Continuing the theme of procedurally generated planets, I’ve started a new project I’ve called Osiris (the Egyptian god usually identified as the god of the Afterlife, the underworld and the dead) which is a new experiment into seeing how far I can get having code create a living breathing world.
Although my previous projects Isis and Geo were both also in this vein, I felt that they each had such significant limitations in their underlying technology that it was better to start again with something fresh. The biggest difference between Geo and Osiris is that where the former used a completely arbitrary voxel based mesh structure for its terrain Osiris uses a more conventional essentially 2D tile based structure. I decided to do this as I was never able to achieve a satisfactory transition effect between the level of details in the voxel mesh leaving ugly artifacts and, worse, visible cracks between mesh sections – both of which made the terrain look essentially broken.
After spending so much time on the underlying terrain mesh systems in Isis and Geo I also wanted to implement something a little more straightforward so I could turn my attention more quickly to the procedural creation of a planetary scale infrastructure – cities, roads, railways and the like along with more interesting landscape features such as rivers or icebergs. This is an area that really interests me and is an immediately more appealing area for experimentation as it’s not an area I have attempted previously. Although a 2D tile mesh grid system is pretty basic in the terrain representation league table, there is still a degree of complexity to representing an entire planet using any technique so even that familiar ground should remain interesting.
The first version shown here is the basic planetary sphere rendered using mesh tiles of various LOD levels. I’ve chosen to represent the planet essentially as a distorted cube with each face represented by a 32x32 single tile at the lowest LOD level. While the image below on the left may be suitable as a base for Borg-world, I think the one on the right is the basis I want to persue...
While mapping a cube onto a sphere produces noticeable distortion as you approach the corners of each face, by generating terrain texturing and height co-ordinates from the sphere’s surface rather than the cube’s I hope to minimise how visible this distortion is and it feels like having what is essentially a regular 2D grid to build upon will make many of the interesting challenges to come more manageable. The generation and storage of data in particular becomes simpler when the surface of the planet can be broken up into square patches each of which provides a natural container for the data required to simulate and render that area.
At this lowest level of detail (LOD) each face of the planetary cube is represented by a single 32x32 polygon patch. At this resolution each patch covers about 10,000 km of an Earth sized planet’s equator with each polygon within it covering about 313 km. While that’s acceptable when viewing the planet from a reasonable distance in space as you get closer the polygon edges start to get pretty damn obvious so of course the patches have to be subdivided into higher detail representations.
I’ve chosen to do this in pretty much the simplest way possible to keep the code simple and make a nice robust association between sections of the planet’s surface and the data required to render them. As the view nears a patch it gets recursively divided into four smaller patches each of which is 32x32 polygons in it’s own right effectively halving the size of each polygon in world space and quadrupling the polygonal density.
Here you can see four stages of the subdivision illustrated – normally of course this would be happening as the view descended towards the planet but I’ve kept the view artificially high here to illustrate the change in the geometry. With such a basic system there is obviously a noticeably visible ‘pop’ when a tile is split into it’s four children – this could be improved by geo-morphing the vertices on the child tile from their equivalent positions on the parent tile to their actual child ones but as the texturing information is stored on the vertices there is going to be a pop as the higher frequency texturing information appears anyway . Another option might be to render both tiles during a transition and alpha-blend between them, a system I used in the Geo project with mixed results.
LOD transitions are a classic problem in landscape systems but I don’t really want to get bogged down in that at the moment so I’m prepared to live with this popping and look at other areas. It’s a good solid start anyway though I think and with some basic camera controls set up to let me fly down to and around my planet I reckon I’m pretty well set up for future developments.
Do you just go around in spherical coordinates to get each point, or is there some kind of transformation you can apply to each flat 32x32 patch to stretch it onto its section of the sphere?
ReplyDeleteThe mapping from cube space to the sphere is simply a normalisation of the vector representing the point on the cube.
ReplyDeleteSo for example the point (x,y,z) on the surface of the cube can be mapped onto the sphere by dividing each of it's three co-ordinates by sqrt(x*x + y*y + z*z)
Moving from tile to tile is accomplished by using 2D (u,v) co-ordinates for the position on the 'current' side of the cube then a lookup table is used to map (u,v) co-ordinates and direction of travel from one cube face to the next when crossing a side boundary.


Every line of the data below must be output exactly, with images left out.

-----

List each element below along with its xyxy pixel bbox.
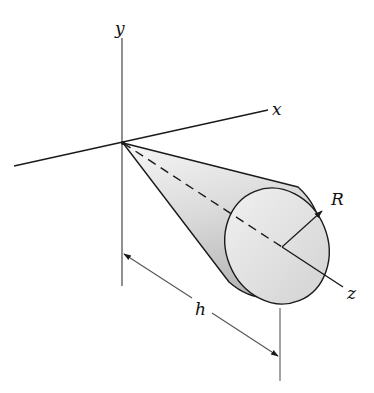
cone-diagram: y x z R h <box>0 0 374 393</box>
radius-label: R <box>330 189 344 209</box>
x-axis-label: x <box>272 99 282 119</box>
z-axis-label: z <box>346 283 357 303</box>
height-dimension-arrow-left <box>124 254 192 298</box>
origin-point <box>121 141 125 145</box>
y-axis-label: y <box>114 18 125 38</box>
height-dimension-arrow-right <box>212 313 278 356</box>
height-label: h <box>195 299 206 319</box>
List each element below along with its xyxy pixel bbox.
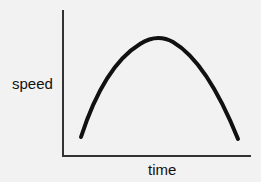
y-axis-label: speed bbox=[12, 75, 53, 92]
speed-curve bbox=[81, 38, 238, 139]
speed-time-chart: speed time bbox=[0, 0, 261, 182]
x-axis-label: time bbox=[148, 161, 176, 178]
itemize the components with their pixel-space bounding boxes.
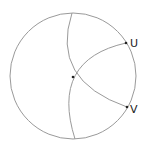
geodesic-arc-top-to-v [67, 13, 127, 107]
point-v [126, 106, 129, 109]
geodesic-arc-u-to-bottom [69, 43, 126, 139]
point-u [125, 42, 128, 45]
diagram-canvas: U V [0, 0, 144, 145]
label-v: V [130, 103, 138, 116]
label-u: U [130, 37, 138, 50]
center-point [72, 76, 75, 79]
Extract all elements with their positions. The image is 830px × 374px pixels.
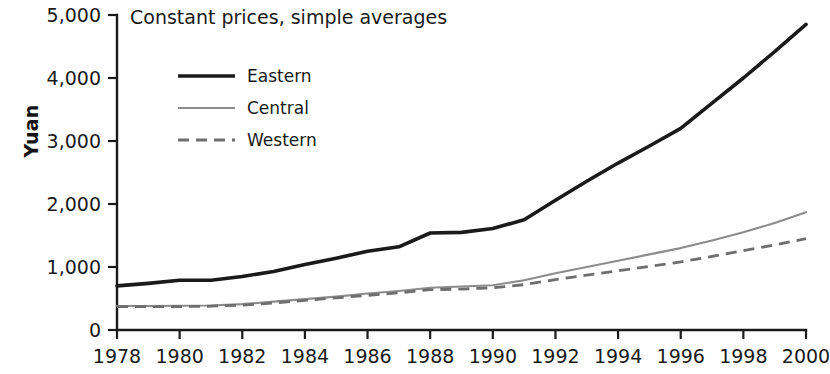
series-line-central xyxy=(117,212,806,306)
x-tick-label: 1996 xyxy=(657,345,705,367)
x-tick-label: 1994 xyxy=(594,345,642,367)
series-line-eastern xyxy=(117,24,806,285)
x-tick-label: 1984 xyxy=(281,345,329,367)
y-axis: 01,0002,0003,0004,0005,000 xyxy=(47,4,117,341)
y-tick-label: 2,000 xyxy=(47,193,101,215)
x-tick-label: 1980 xyxy=(155,345,203,367)
x-axis: 1978198019821984198619881990199219941996… xyxy=(93,330,830,367)
line-chart: Yuan 01,0002,0003,0004,0005,000 19781980… xyxy=(0,0,830,374)
x-tick-label: 1978 xyxy=(93,345,141,367)
x-tick-label: 1998 xyxy=(719,345,767,367)
x-tick-label: 1982 xyxy=(218,345,266,367)
y-tick-label: 3,000 xyxy=(47,130,101,152)
legend: Eastern Central Western xyxy=(178,66,317,150)
legend-label-western: Western xyxy=(247,130,317,150)
chart-title: Constant prices, simple averages xyxy=(130,6,447,28)
y-tick-label: 4,000 xyxy=(47,67,101,89)
y-tick-label: 5,000 xyxy=(47,4,101,26)
legend-label-central: Central xyxy=(247,98,309,118)
series-lines xyxy=(117,24,806,306)
x-tick-label: 1992 xyxy=(531,345,579,367)
y-tick-label: 1,000 xyxy=(47,256,101,278)
series-line-western xyxy=(117,239,806,307)
x-tick-label: 1990 xyxy=(469,345,517,367)
x-tick-label: 1988 xyxy=(406,345,454,367)
y-tick-label: 0 xyxy=(89,319,101,341)
x-tick-label: 2000 xyxy=(782,345,830,367)
legend-label-eastern: Eastern xyxy=(247,66,312,86)
x-tick-label: 1986 xyxy=(343,345,391,367)
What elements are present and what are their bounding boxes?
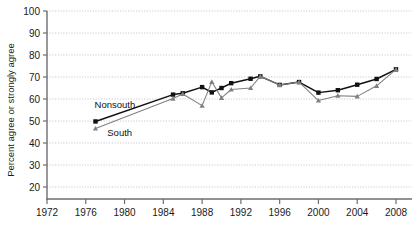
y-axis-tick-label: 100: [23, 6, 40, 17]
line-chart: 1009080706050403020 19721976198019841988…: [0, 0, 416, 239]
x-axis-tick-label: 2008: [385, 207, 408, 218]
x-axis-tick-labels: 1972197619801984198819921996200020042008: [36, 207, 408, 218]
y-axis-tick-label: 70: [29, 72, 41, 83]
x-axis-tick-label: 1972: [36, 207, 59, 218]
marker-square: [248, 77, 252, 81]
series-annotations: NonsouthSouth: [95, 99, 136, 139]
marker-square: [316, 90, 320, 94]
y-axis-tick-label: 40: [29, 138, 41, 149]
marker-square: [200, 85, 204, 89]
marker-square: [336, 88, 340, 92]
marker-square: [355, 83, 359, 87]
series-line-south: [95, 69, 396, 128]
marker-triangle: [209, 79, 214, 84]
marker-square: [93, 119, 97, 123]
marker-triangle: [200, 103, 205, 108]
x-axis-tick-label: 1996: [269, 207, 292, 218]
x-axis-tick-label: 1984: [152, 207, 175, 218]
x-axis-tick-label: 2004: [346, 207, 369, 218]
marker-square: [210, 90, 214, 94]
y-axis-tick-labels: 1009080706050403020: [23, 6, 40, 193]
marker-square: [374, 77, 378, 81]
series-annotation-south: South: [107, 127, 132, 138]
marker-square: [219, 86, 223, 90]
x-axis-tick-label: 1988: [191, 207, 214, 218]
x-axis-tick-label: 1980: [113, 207, 136, 218]
series-nonsouth: [93, 67, 398, 124]
y-axis-tick-label: 30: [29, 160, 41, 171]
x-axis-tick-label: 2000: [307, 207, 330, 218]
series-line-nonsouth: [95, 69, 396, 121]
y-axis-tick-label: 60: [29, 94, 41, 105]
marker-square: [229, 81, 233, 85]
y-axis-label: Percent agree or strongly agree: [5, 43, 16, 177]
y-axis-tick-label: 50: [29, 116, 41, 127]
x-axis-tick-label: 1992: [230, 207, 253, 218]
series-annotation-nonsouth: Nonsouth: [95, 99, 136, 110]
y-axis-tick-label: 80: [29, 50, 41, 61]
y-axis-tick-label: 20: [29, 182, 41, 193]
x-axis-tick-label: 1976: [75, 207, 98, 218]
y-axis-tick-label: 90: [29, 28, 41, 39]
chart-container: 1009080706050403020 19721976198019841988…: [0, 0, 416, 239]
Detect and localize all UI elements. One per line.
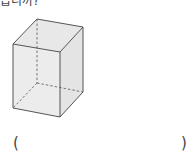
answer-paren-close: ) <box>181 134 187 152</box>
answer-paren-open: ( <box>13 134 19 152</box>
rectangular-prism-figure <box>0 0 100 125</box>
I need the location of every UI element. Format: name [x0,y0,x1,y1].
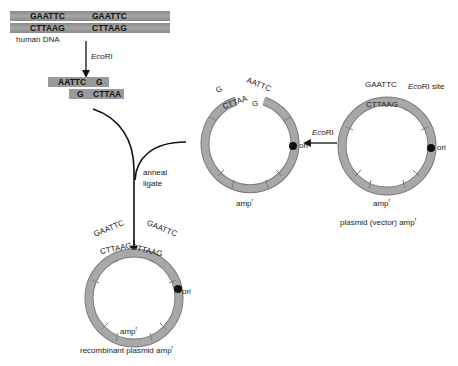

-----

• [Completed task]:
List each element below along with its xyxy pixel bbox.
cone-diagram: y x z R h <box>0 0 374 393</box>
radius-label: R <box>330 189 344 209</box>
x-axis-label: x <box>272 99 282 119</box>
z-axis-label: z <box>346 283 357 303</box>
height-dimension-arrow-left <box>124 254 192 298</box>
origin-point <box>121 141 125 145</box>
y-axis-label: y <box>114 18 125 38</box>
height-dimension-arrow-right <box>212 313 278 356</box>
height-label: h <box>195 299 206 319</box>
List each element below along with its xyxy pixel bbox.
y-axis-label: speed bbox=[12, 75, 53, 92]
speed-curve bbox=[81, 38, 238, 139]
speed-time-chart: speed time bbox=[0, 0, 261, 182]
x-axis-label: time bbox=[148, 161, 176, 178]
itemize the components with their pixel-space bounding boxes.
geodesic-arc-top-to-v [67, 13, 127, 107]
point-v [126, 106, 129, 109]
geodesic-arc-u-to-bottom [69, 43, 126, 139]
point-u [125, 42, 128, 45]
diagram-canvas: U V [0, 0, 144, 145]
label-v: V [130, 103, 138, 116]
label-u: U [130, 37, 138, 50]
center-point [72, 76, 75, 79]
Extract all elements with their positions. The image is 830px × 374px pixels.
series-line-central xyxy=(117,212,806,306)
x-tick-label: 1996 xyxy=(657,345,705,367)
x-tick-label: 1994 xyxy=(594,345,642,367)
series-line-eastern xyxy=(117,24,806,285)
x-tick-label: 1984 xyxy=(281,345,329,367)
y-axis: 01,0002,0003,0004,0005,000 xyxy=(47,4,117,341)
y-tick-label: 2,000 xyxy=(47,193,101,215)
x-tick-label: 1980 xyxy=(155,345,203,367)
x-axis: 1978198019821984198619881990199219941996… xyxy=(93,330,830,367)
line-chart: Yuan 01,0002,0003,0004,0005,000 19781980… xyxy=(0,0,830,374)
x-tick-label: 1978 xyxy=(93,345,141,367)
x-tick-label: 1998 xyxy=(719,345,767,367)
x-tick-label: 1982 xyxy=(218,345,266,367)
y-tick-label: 3,000 xyxy=(47,130,101,152)
legend: Eastern Central Western xyxy=(178,66,317,150)
legend-label-western: Western xyxy=(247,130,317,150)
chart-title: Constant prices, simple averages xyxy=(130,6,447,28)
y-tick-label: 4,000 xyxy=(47,67,101,89)
y-tick-label: 5,000 xyxy=(47,4,101,26)
legend-label-central: Central xyxy=(247,98,309,118)
series-lines xyxy=(117,24,806,306)
x-tick-label: 1992 xyxy=(531,345,579,367)
y-tick-label: 1,000 xyxy=(47,256,101,278)
series-line-western xyxy=(117,239,806,307)
x-tick-label: 1990 xyxy=(469,345,517,367)
x-tick-label: 1988 xyxy=(406,345,454,367)
y-tick-label: 0 xyxy=(89,319,101,341)
x-tick-label: 2000 xyxy=(782,345,830,367)
legend-label-eastern: Eastern xyxy=(247,66,312,86)
x-tick-label: 1986 xyxy=(343,345,391,367)
What elements are present and what are their bounding boxes?
y-axis-tick-label: 100: [23, 6, 40, 17]
line-chart: 1009080706050403020 19721976198019841988…: [0, 0, 416, 239]
x-axis-tick-label: 2008: [385, 207, 408, 218]
x-axis-tick-labels: 1972197619801984198819921996200020042008: [36, 207, 408, 218]
y-axis-tick-label: 70: [29, 72, 41, 83]
x-axis-tick-label: 1972: [36, 207, 59, 218]
marker-square: [248, 77, 252, 81]
series-annotations: NonsouthSouth: [95, 99, 136, 139]
marker-square: [316, 90, 320, 94]
y-axis-tick-label: 40: [29, 138, 41, 149]
marker-square: [200, 85, 204, 89]
marker-square: [336, 88, 340, 92]
marker-square: [355, 83, 359, 87]
series-line-south: [95, 69, 396, 128]
marker-triangle: [209, 79, 214, 84]
marker-square: [93, 119, 97, 123]
marker-triangle: [200, 103, 205, 108]
x-axis-tick-label: 1996: [269, 207, 292, 218]
x-axis-tick-label: 1984: [152, 207, 175, 218]
x-axis-tick-label: 2004: [346, 207, 369, 218]
marker-square: [210, 90, 214, 94]
y-axis-tick-labels: 1009080706050403020: [23, 6, 40, 193]
marker-square: [374, 77, 378, 81]
series-annotation-south: South: [107, 127, 132, 138]
marker-square: [219, 86, 223, 90]
x-axis-tick-label: 1988: [191, 207, 214, 218]
x-axis-tick-label: 1980: [113, 207, 136, 218]
series-nonsouth: [93, 67, 398, 124]
y-axis-tick-label: 30: [29, 160, 41, 171]
x-axis-tick-label: 2000: [307, 207, 330, 218]
series-line-nonsouth: [95, 69, 396, 121]
y-axis-tick-label: 60: [29, 94, 41, 105]
marker-square: [229, 81, 233, 85]
y-axis-label: Percent agree or strongly agree: [5, 43, 16, 177]
y-axis-tick-label: 50: [29, 116, 41, 127]
x-axis-tick-label: 1992: [230, 207, 253, 218]
series-annotation-nonsouth: Nonsouth: [95, 99, 136, 110]
y-axis-tick-label: 80: [29, 50, 41, 61]
y-axis-tick-label: 20: [29, 182, 41, 193]
x-axis-tick-label: 1976: [75, 207, 98, 218]
y-axis-tick-label: 90: [29, 28, 41, 39]
chart-container: 1009080706050403020 19721976198019841988…: [0, 0, 416, 239]
Detect and localize all UI elements. One per line.
answer-paren-close: ) <box>181 134 187 152</box>
answer-paren-open: ( <box>13 134 19 152</box>
rectangular-prism-figure <box>0 0 100 125</box>
I need the location of every UI element. Format: name [x0,y0,x1,y1].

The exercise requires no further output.